Fabian shared the results of B-COOL’s sensor pilot project last summer, as well as the team’s plans to evaluate the effects of existing shade structures across the city in the coming weeks. She discussed her ongoing work with Madeleine Scammell, professor of environmental health, on the C-HEAT study, which will investigate occupational heat hazards using personal wearable devices next month in partnership with the community organization GreenRoots. She also highlighted her continuing partnership with Boston Public Schools which leverages the district’s extensive network of air quality sensors to support decision-making around student health and facility sustainability. Fabian also teased the launch of a new project titled Community Adaptations To City Heat (CATCH) that will harness funding from the UK-based nonprofit Wellcome Trust to engage community stakeholders in Boston, New Orleans, and Phoenix on heat, energy, and health policy issues through activities such as photovoice, a form of participatory research that empowers participants share their lived experiences through photography and storytelling.

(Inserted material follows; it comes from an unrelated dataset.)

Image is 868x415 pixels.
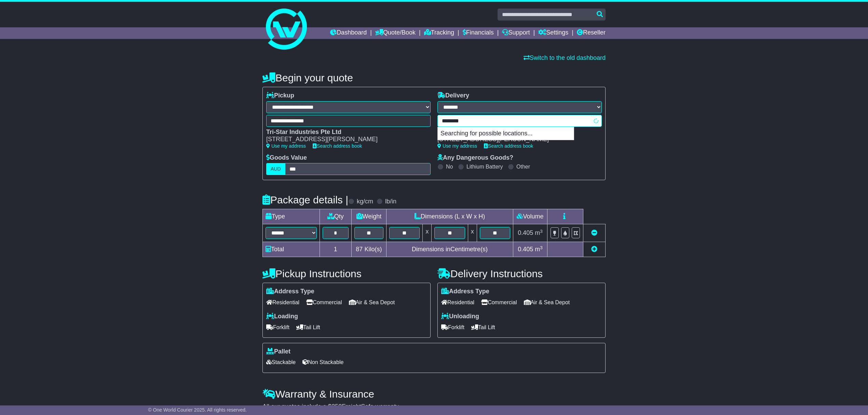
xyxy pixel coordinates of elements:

Additional lightning talks included: “Exposure on the Move: Assessing the Health Risks of Heat and Mobility” on the use of mapping to better understand the geography of heat exposure by Seth Strumwasser, a data analyst with the Boston Region Metropolitan Planning Organization; “Shade as a Third Place” on the integration of shade into public spaces by Drew Kane, a senior city planner for the City of Cambridge, and Kendra White, a climate resilience manager for the City of Cambridge; “Uplifting Community Expertise to Inform Clinical Responses” on coalition building for policy and advocacy by Kathleen O’Brien, a community health program manager at Cambridge Health Alliance, and Nicole Fina, a civic engagement and advocacy manager at Everett Community Growers; and “Heat Education Alert Tool (HEAT) Response Initiative: Addressing Extreme Heat through Public Health Agency, Health Care and Community Partnerships” on the Massachusetts Department of Public Health’s new heat alert system by Marissa Hauptman, a pediatrician and pediatric environmental health specialist at Boston Children’s Hospital and chief medical advisor to the Bureau of Climate and Environmental Health at Mass DPH, and Amanda McNeill, an environmental analyst at Mass DPH.
The full agenda and materials from the event are publicly available on the symposium website.